The new Journalism & Mass
Communication Quarterly new submission length and theory requests
are below the signature information.
Professor E-K. Daufin, Ph.D.
Department of Communications
334.229.6885
Lectures,
Performances, Workshops, Consultation:
http://home.earthlink.net/~daufin
The Mars
& Venus Diet & Exercise Solution: http://ekdaufin.isagenix.com
Afrocentric
Photoart Calendar:
Journalism & Mass Communication Quarterly is
published by AEJMC, and while it attracts scholarship and draws readership from
outside the association, its origin within the ninety-three-year-old
association helps explain what Quarterly has
become. The association is made up of 3,400 members, seventeen divisions, and
ten interest groups. Within those divisions and interest groups are scholars
at different stages of their research careers, actively pursuing a broad and
varied range of scholarly topics, employing diverse methods and working within
a number of paradigms.
Not surprisingly, the many studies submitted to and published in Quarterly reflect that diversity and range
of activities: historical, legal, qualitative, and social science inquiries
that examine the many forms and processes of journalism and mass communication,
and that may vary across individual, organizational, institutional, or societal
levels of analysis.
Indeed, by some standards the success of a publication serving the
field is its ability to present the best work representing all of those many
interests and approaches. Distinctive individual pieces collectively reflect
the field.
At the same time, Quarterly
can serve a role of presenting scholarship that cuts across specialties, makes
connections, and encourages interdisciplinarity, and that addresses broad
issues, themes, and theories in the field. In each issue, in fact, we invite
scholars to employ “a variety of methods and theoretical perspectives,”
to “challenge the boundaries of communication research,” and to
guide readers “to new questions, new evidence, and new
conclusions.”
The importance of this mission statement has been reaffirmed and
emphasized by the discussions that followed the release of the recommendations
of the Task Force on the Status and Future of AEJMC Publications. To this end,
the editors of Journalism & Mass
Communication Quarterly are committed to publishing such
theory-building work, whether it takes the form of an inductive process of
creating theoretical propositions from existing scholarship, or develops
through a deductive approach; whether it represents theory-building within a
“narrow” area (risk communication, media economics, agenda setting,
etc.) or cuts across such areas; and whether it emerges from a social science
or critical paradigm.
Similarly, we remain committed to our goal of publishing manuscripts
that examine the relationship of our research methods to our theories or that
provide historical perspective on the field. The Spring 2003 issue challenged
readers and contributors to make Quarterly “the
venue for submissions examining both basic and sophisticated methodological
questions.”
In order to serve the diversity of scholarly methods and approaches in
our field, Journalism & Mass
Communication Quarterly has recently added additional pages per
volume to permit more flexibility in manuscript length and to expand the book
review section. Quarterly has
expanded the traditional 5,000-word manuscript guideline to 6,000 words for
manuscripts not employing tabular material. At the same time, we have adopted
a process used by several leading journals: manuscript reviewers will be asked
to offer an assessment of a manuscript’s length-to-contribution
“ratio.” If reviewers recommend shortening or lengthening a piece,
that recommendation will inform the editor’s decision and any revision
process.
The Journalism & Mass
Communication Quarterly editors hope the increased word limit for
non-quantitative manuscripts will encourage the submission of more
theory-building and methodology-oriented manuscripts that cut across the
boundaries of communication research. As in the past, Quarterly will continue its process of
rigorously reviewing all manuscripts and will continue to welcome studies
addressing important topics of journalism and mass communication from the
diverse interests and approaches that mark our field.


ASSIGNMENT:
Whenever a line in the data holds the string "from", pull that line out.

DATA IN THIS EXERCISE:

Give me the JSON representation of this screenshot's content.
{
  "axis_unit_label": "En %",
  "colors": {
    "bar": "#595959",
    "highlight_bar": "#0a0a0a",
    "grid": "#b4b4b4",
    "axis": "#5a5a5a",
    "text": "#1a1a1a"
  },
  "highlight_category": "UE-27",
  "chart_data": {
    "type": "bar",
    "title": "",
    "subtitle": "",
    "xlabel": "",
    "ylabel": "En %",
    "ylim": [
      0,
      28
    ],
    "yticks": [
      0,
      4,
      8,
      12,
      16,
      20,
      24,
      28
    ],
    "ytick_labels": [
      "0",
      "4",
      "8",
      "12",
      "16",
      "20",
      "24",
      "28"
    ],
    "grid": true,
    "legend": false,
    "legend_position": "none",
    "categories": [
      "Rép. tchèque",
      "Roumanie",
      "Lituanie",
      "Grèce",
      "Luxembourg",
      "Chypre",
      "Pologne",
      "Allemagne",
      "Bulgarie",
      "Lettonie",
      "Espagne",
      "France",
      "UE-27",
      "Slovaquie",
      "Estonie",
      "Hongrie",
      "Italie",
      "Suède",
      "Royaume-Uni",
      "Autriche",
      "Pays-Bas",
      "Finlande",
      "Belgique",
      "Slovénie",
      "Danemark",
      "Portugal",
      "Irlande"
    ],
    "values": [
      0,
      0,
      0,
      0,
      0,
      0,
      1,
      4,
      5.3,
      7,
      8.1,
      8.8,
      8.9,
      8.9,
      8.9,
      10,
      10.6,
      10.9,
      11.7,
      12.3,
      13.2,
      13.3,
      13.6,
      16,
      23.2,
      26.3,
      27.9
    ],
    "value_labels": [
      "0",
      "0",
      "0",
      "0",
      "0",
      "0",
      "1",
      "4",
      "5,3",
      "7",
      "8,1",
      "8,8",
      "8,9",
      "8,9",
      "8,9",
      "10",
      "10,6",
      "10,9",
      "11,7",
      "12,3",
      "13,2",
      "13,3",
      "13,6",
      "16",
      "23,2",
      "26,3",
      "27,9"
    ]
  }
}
* * *
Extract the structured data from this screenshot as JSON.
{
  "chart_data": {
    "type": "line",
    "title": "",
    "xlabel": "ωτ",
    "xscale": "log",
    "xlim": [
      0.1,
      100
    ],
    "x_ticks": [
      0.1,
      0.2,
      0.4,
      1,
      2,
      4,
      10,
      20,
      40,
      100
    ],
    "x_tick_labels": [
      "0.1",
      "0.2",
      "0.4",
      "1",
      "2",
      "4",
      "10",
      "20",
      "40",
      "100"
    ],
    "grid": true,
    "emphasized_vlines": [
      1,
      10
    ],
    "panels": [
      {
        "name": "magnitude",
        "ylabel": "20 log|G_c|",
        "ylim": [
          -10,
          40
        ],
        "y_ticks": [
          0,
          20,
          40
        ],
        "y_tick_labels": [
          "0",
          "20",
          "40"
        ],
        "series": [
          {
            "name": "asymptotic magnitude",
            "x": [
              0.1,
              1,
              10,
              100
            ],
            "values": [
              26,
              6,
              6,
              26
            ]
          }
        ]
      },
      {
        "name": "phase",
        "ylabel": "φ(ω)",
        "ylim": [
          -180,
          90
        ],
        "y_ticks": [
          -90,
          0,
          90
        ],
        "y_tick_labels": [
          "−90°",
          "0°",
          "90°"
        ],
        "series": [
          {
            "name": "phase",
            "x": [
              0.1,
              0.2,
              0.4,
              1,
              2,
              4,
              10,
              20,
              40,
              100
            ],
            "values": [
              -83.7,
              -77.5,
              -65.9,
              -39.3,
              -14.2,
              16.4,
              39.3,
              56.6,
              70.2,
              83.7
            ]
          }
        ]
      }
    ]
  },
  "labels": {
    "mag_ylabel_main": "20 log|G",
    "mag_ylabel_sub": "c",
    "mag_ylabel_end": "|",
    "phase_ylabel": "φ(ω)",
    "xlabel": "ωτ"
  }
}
* * *
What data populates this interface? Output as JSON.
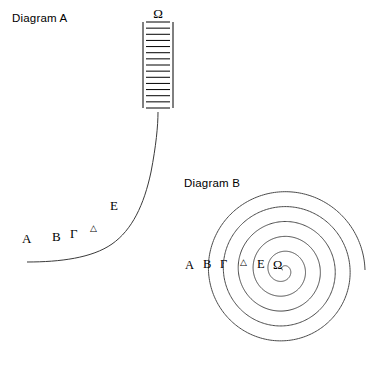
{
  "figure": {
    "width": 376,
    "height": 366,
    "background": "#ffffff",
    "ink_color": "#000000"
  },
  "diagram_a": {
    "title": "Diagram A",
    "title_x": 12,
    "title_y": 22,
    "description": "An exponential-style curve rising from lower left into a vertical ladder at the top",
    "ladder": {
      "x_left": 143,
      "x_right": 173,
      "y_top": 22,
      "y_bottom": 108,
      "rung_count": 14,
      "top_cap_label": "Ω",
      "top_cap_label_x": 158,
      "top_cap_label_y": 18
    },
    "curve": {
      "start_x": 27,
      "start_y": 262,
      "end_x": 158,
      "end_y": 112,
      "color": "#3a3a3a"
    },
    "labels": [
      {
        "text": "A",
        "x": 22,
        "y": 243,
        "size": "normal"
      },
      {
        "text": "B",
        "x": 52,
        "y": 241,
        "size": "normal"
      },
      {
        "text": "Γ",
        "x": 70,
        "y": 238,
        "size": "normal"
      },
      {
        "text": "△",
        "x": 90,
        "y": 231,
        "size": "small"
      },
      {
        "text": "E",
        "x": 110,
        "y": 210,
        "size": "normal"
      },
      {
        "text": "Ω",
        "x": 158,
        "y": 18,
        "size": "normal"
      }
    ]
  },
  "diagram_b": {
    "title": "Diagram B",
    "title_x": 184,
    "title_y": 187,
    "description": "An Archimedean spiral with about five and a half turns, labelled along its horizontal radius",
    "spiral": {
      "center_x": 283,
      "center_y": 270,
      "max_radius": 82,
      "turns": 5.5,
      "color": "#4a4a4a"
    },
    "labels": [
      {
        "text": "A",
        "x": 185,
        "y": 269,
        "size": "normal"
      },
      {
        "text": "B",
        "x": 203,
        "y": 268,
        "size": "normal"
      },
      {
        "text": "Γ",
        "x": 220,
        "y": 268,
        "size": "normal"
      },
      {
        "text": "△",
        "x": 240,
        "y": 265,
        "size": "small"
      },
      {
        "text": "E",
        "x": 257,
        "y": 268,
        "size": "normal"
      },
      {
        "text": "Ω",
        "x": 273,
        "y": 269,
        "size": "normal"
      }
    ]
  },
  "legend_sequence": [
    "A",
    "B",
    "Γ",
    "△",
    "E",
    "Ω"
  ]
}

RESPONSE TO THE EXERCISE:
Extract the structured data from this screenshot as JSON.
    "description": "An exponential-style curve rising from lower left into a vertical ladder at the top",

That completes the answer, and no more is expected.